JERUSALEM: A senior far-right member of Israeli Prime Minister Benjamin Netanyahu’s government said on Tuesday Gaza could not survive as an independent entity and it would be better for Palestinians there to leave for other countries.
Finance Minister Bezalel Smotrich, who heads one of the religious nationalist parties in Netanyahu’s coalition, said he supported a call by two members of the Israeli parliament who wrote in a Wall Street Journal editorial that Western countries should accept Gazan families who expressed a desire to relocate.
The comments underscore fears in much of the Arab world that Israel wants to drive Palestinians out of land where they want to build a future state, repeating the mass dispossession of Palestinians when Israel was created in 1948.
“I welcome the initiative of the voluntary emigration of Gaza Arabs to countries around the world,” Smotrich said in a statement. “This is the right humanitarian solution for the residents of Gaza and the entire region after 75 years of refugees, poverty and danger.”
He said an area as small as the Gaza Strip without natural resources could not survive alone, and added: “The State of Israel will no longer be able to accept the existence of an independent entity in Gaza.”
Smotrich spoke during Israel’s invasion of the Gaza Strip, a blockaded coastal enclave ruled by Hamas that is home to some 2.3 million people, most of them refugees after earlier wars.
Palestinians and leaders of Arab countries have accused Israel of seeking a new “Nakba” (catastrophe), the name given to the displacement of hundreds of thousands of Palestinians who fled or were driven from their homes in the wake of the 1948 war that accompanied the founding of the state of Israel.
Most ended up in neighboring Arab states, and Arab leaders have said any latter-day move to displace Palestinians would be unacceptable.
Israel withdrew its military and settlers from Gaza in 2005 after a 38-year occupation, and Netanyahu has said it does not intend to maintain a permanent presence again, but that Israel would maintain security control for an indefinite period.
However there has been little clarity about Israel’s longer term intentions, and countries including the US have said that Gaza should be governed by Palestinians.
Meanwhile, when Hamas gunmen stormed southern Israel on Oct. 7 and rocket sirens pierced the early morning quiet across the country, Israel’s premier museums went into war mode, rushing to protect their most precious artwork and artefacts.
The Dead Sea Scrolls. Ancient dedication plaques on loan from the Louvre. A 1916 masterpiece by Austrian painter Gustav Klimt. These and other treasures were quickly taken off display and brought to special bunkers to ensure they are not damaged during the war.
“To take off an exhibition is something that usually is not done because we trust the building, we trust the safety of the showcases.
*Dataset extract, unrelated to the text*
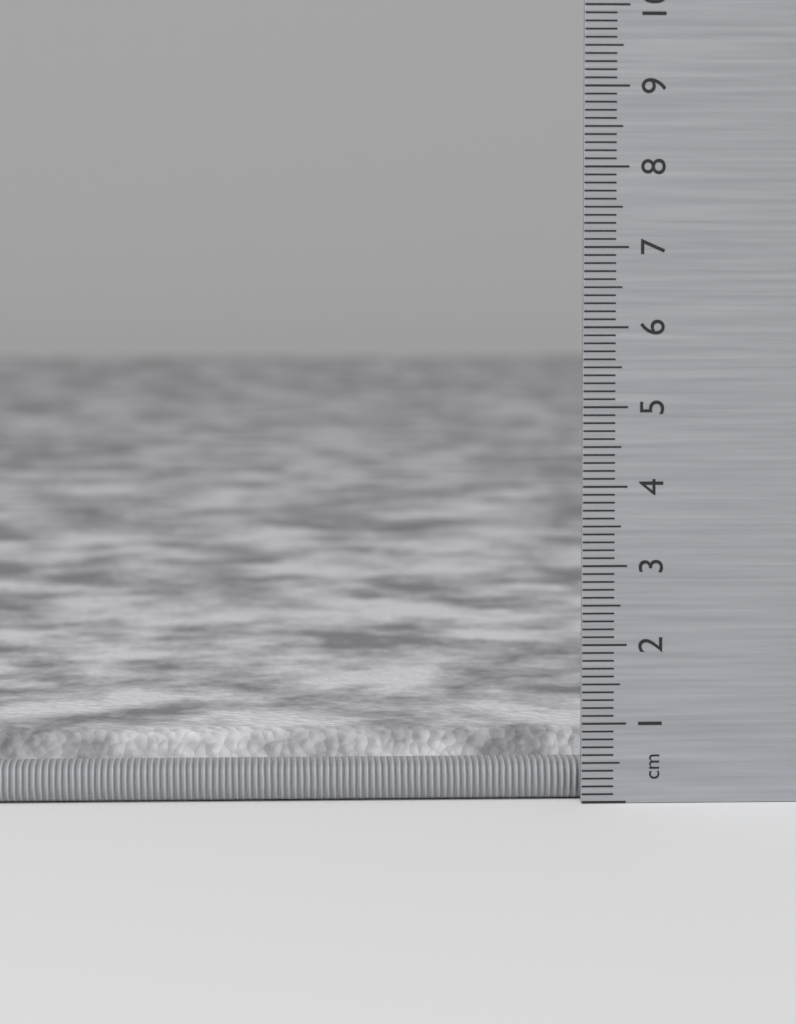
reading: 0.8 cm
But this is a different situation so we have to act accordingly,” said Hagit Maoz, curator of the Shrine of the Book at Jerusalem’s Israel Museum.
The iconic building, shaped like the lids of the jars in which the Dead Sea Scrolls were found, is usually packed with visitors eager to glimpse the collection of ancient religious texts. Today the eight display cases lining the walls have paper notes saying “temporarily removed.”
The last time the museum removed the display, Maoz said, was during the 1991 Gulf War when Iraq fired missiles at Israel.
Nurith Goshen, curator of Chalcolithic and Bronze Age archaeology, was cleaning up broken glass from a rocket strike near her home outside Jerusalem on Oct. 7 when the museum called announcing the war protocol and asking to confirm her list.
“You really have to choose the finest or the most fragile artefacts,” she said.
Her list included items on loan from the Louvre and the British Museum, and she said they got permission from those museums before taking them down.
“You really understand the meaning of what we are holding here, and what we have under our custodianship for Israel, but also for the world,” said Goshen.
The Tel Aviv Museum of Art took similar precautions.
Gustav Kimt’s Portrait of Friedericke Maria Beer, painted two years before his death, is now stored on a rack in a fortified underground bunker with other works. The paintings left behind blank spaces on the gallery’s wall.
“These works of art have experienced war, some of them survived World War Two,” said museum director Tania Coen-Uzzielli. “We are custodians for a short time, and we needed to protect them. To protect them for posterity and for history.”